South China Morning Post

Fines fright for ‘haunted house explorers’

- Clifford Lo clifford.lo@scmp.com

Police have fined five “haunted house explorers” HK$5,000 each for violating social-distancing regulation­s after they were found sneaking into an abandoned school in Hong Kong in the early hours of yesterday.

Officers were called to the disused site on Choi Shek Lane in Ngau Tau Kok after a security guard in the former campus of St Joseph’s Anglo-Chinese School made a report shortly before 1am.

The guard told police that five men had entered the site acting suspicious­ly, according to the force.

Inside the premises, officers intercepte­d the five men, aged 31 to 41, who said they had entered for exploring.

The force said the men were fined HK$5,000 each for violating social-distancing rules banning gatherings of more than four people.

Since the ban on public gatherings took effect in March 2020, officers from various department­s have carried out more than 2.2 million inspection­s across the city, leading to 339,555 verbal warnings and 28,948 fixed penalty tickets as of midnight on Monday.

The site has been empty since the secondary school moved to a new campus on New Clear Water Bay Road in Choi Hung in 2011. The school is a magnet for explorers of haunted houses and war game enthusiast­s.

In May 2020, four war gamers discovered 14kg of dangerous substances and an improvised bomb at the site. They found the suspicious objects in the male washroom on the ground floor of the abandoned school and alerted police. According to the force, about 10kg of chemicals, including cyanide and chloroform, and roughly 4kg of finished explosive substances as well as an improvised explosive device, modified mobile phones, circuit boards and a pressure cooker were found.

Officers believed some of the chemicals were linked to items that disappeare­d from Polytechni­c University at the height of anti-government protests in November 2019.

During the unrest, the university campus resembled a war zone as a core band of protesters armed with petrol bombs, bows and arrows and even rudimentar­y catapults faced off against riot police. During a nearly two-week siege, the university reported that chemicals had gone missing.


From the line with "The width and height of the screenshot is (1058, 525)." through the line with "The height and width of the screenshot is (684, 1345).", inclusive, return each line of the data below exactly and leave the rest out.

Data to use:
========================================================================

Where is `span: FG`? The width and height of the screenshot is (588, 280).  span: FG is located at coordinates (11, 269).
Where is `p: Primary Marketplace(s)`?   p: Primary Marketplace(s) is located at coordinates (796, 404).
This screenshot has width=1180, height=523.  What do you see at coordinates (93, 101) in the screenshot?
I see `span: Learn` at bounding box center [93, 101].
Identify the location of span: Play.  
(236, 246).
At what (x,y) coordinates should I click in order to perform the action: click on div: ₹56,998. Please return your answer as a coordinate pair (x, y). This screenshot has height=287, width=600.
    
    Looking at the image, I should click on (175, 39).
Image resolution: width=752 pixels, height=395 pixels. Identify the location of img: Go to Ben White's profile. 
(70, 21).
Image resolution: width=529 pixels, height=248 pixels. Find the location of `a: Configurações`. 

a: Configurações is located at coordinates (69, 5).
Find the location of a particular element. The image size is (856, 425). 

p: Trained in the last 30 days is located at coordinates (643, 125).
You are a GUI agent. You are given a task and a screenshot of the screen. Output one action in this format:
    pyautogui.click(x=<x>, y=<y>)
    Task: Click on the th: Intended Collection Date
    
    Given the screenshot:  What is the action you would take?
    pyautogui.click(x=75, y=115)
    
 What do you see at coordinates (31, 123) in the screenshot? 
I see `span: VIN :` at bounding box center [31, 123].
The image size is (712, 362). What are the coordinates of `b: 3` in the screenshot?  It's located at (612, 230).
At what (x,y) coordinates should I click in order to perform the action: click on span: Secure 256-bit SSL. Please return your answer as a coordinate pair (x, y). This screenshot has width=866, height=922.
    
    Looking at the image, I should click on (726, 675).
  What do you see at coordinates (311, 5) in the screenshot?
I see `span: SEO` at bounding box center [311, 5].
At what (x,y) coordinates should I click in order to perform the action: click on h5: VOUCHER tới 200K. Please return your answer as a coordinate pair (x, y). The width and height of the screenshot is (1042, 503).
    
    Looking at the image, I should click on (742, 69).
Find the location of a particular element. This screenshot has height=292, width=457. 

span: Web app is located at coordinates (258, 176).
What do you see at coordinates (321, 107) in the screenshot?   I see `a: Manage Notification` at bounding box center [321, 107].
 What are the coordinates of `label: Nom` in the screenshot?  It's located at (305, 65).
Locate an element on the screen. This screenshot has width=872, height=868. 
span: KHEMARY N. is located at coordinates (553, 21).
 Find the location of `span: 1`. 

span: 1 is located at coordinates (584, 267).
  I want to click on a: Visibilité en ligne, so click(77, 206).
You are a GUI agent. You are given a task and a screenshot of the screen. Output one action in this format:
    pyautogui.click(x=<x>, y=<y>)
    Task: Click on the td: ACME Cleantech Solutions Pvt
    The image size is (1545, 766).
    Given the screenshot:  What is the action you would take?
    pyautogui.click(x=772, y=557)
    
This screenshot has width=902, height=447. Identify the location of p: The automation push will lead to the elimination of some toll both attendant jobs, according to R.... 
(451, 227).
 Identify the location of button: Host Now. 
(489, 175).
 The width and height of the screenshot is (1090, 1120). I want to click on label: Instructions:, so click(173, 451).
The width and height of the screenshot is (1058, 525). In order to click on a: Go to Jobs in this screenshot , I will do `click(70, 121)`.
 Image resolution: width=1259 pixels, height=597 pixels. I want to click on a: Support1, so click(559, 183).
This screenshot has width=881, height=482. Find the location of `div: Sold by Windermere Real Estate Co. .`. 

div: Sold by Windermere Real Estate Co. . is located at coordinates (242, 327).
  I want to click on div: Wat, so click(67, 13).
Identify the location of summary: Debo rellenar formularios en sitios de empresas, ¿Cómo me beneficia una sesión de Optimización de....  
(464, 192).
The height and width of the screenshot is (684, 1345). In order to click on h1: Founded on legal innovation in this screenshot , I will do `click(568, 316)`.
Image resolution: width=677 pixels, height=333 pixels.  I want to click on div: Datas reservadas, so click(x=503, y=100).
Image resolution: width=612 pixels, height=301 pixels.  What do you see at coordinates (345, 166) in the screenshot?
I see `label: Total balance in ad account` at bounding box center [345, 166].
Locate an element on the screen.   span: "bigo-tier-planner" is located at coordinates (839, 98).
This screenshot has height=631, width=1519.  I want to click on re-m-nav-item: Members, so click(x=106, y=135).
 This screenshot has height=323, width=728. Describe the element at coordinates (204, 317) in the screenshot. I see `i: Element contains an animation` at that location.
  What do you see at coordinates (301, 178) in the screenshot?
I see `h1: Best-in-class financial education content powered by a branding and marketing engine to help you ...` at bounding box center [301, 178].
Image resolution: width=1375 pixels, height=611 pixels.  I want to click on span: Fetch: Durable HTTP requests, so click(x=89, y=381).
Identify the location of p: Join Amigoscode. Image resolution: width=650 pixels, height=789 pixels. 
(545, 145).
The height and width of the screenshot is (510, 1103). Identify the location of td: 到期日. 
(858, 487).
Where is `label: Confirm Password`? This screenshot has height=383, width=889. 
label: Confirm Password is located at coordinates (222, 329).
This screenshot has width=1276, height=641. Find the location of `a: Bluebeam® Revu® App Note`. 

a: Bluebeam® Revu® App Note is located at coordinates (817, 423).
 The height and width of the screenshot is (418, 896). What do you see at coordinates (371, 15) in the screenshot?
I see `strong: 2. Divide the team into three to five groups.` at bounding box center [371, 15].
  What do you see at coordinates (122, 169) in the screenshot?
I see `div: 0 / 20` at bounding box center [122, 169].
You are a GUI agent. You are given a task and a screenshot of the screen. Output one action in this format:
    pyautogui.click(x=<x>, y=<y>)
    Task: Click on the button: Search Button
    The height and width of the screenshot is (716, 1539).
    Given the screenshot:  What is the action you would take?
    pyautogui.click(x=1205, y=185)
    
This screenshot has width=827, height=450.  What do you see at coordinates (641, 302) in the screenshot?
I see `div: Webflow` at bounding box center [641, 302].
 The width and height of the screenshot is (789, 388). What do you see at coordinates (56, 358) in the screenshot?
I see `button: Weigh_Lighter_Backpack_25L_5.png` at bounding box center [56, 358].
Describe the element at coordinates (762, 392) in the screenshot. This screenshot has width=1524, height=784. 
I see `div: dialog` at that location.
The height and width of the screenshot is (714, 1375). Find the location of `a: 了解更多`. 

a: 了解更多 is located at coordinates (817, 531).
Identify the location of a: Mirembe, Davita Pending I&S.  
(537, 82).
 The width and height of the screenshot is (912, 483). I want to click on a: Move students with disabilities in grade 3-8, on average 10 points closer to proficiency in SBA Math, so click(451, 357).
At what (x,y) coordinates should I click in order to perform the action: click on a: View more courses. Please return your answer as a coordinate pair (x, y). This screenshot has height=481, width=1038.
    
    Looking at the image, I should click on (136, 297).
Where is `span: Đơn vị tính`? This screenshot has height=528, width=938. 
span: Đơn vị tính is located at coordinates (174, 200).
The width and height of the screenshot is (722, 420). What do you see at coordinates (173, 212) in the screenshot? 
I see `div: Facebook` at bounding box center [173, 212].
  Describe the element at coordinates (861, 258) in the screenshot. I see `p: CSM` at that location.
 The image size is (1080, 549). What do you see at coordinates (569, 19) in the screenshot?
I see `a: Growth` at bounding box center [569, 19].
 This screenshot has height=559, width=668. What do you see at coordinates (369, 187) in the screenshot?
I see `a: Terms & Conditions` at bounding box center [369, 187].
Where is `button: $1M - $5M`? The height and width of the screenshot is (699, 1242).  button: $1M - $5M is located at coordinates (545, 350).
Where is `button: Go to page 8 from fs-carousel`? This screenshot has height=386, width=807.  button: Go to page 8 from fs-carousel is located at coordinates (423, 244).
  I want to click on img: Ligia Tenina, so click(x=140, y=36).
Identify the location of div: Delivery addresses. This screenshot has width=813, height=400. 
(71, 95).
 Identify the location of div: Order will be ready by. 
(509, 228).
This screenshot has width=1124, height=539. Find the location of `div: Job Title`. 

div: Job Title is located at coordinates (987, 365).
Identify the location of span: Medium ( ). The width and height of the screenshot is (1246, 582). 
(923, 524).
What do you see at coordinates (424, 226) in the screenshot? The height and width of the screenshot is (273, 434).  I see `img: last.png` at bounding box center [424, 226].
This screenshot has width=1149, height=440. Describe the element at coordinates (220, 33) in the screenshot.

========================================================================

Result below:
The width and height of the screenshot is (1058, 525). In order to click on a: Go to Jobs in this screenshot , I will do `click(70, 121)`.
 Image resolution: width=1259 pixels, height=597 pixels. I want to click on a: Support1, so click(559, 183).
This screenshot has width=881, height=482. Find the location of `div: Sold by Windermere Real Estate Co. .`. 

div: Sold by Windermere Real Estate Co. . is located at coordinates (242, 327).
  I want to click on div: Wat, so click(67, 13).
Identify the location of summary: Debo rellenar formularios en sitios de empresas, ¿Cómo me beneficia una sesión de Optimización de....  
(464, 192).
The height and width of the screenshot is (684, 1345). In order to click on h1: Founded on legal innovation in this screenshot , I will do `click(568, 316)`.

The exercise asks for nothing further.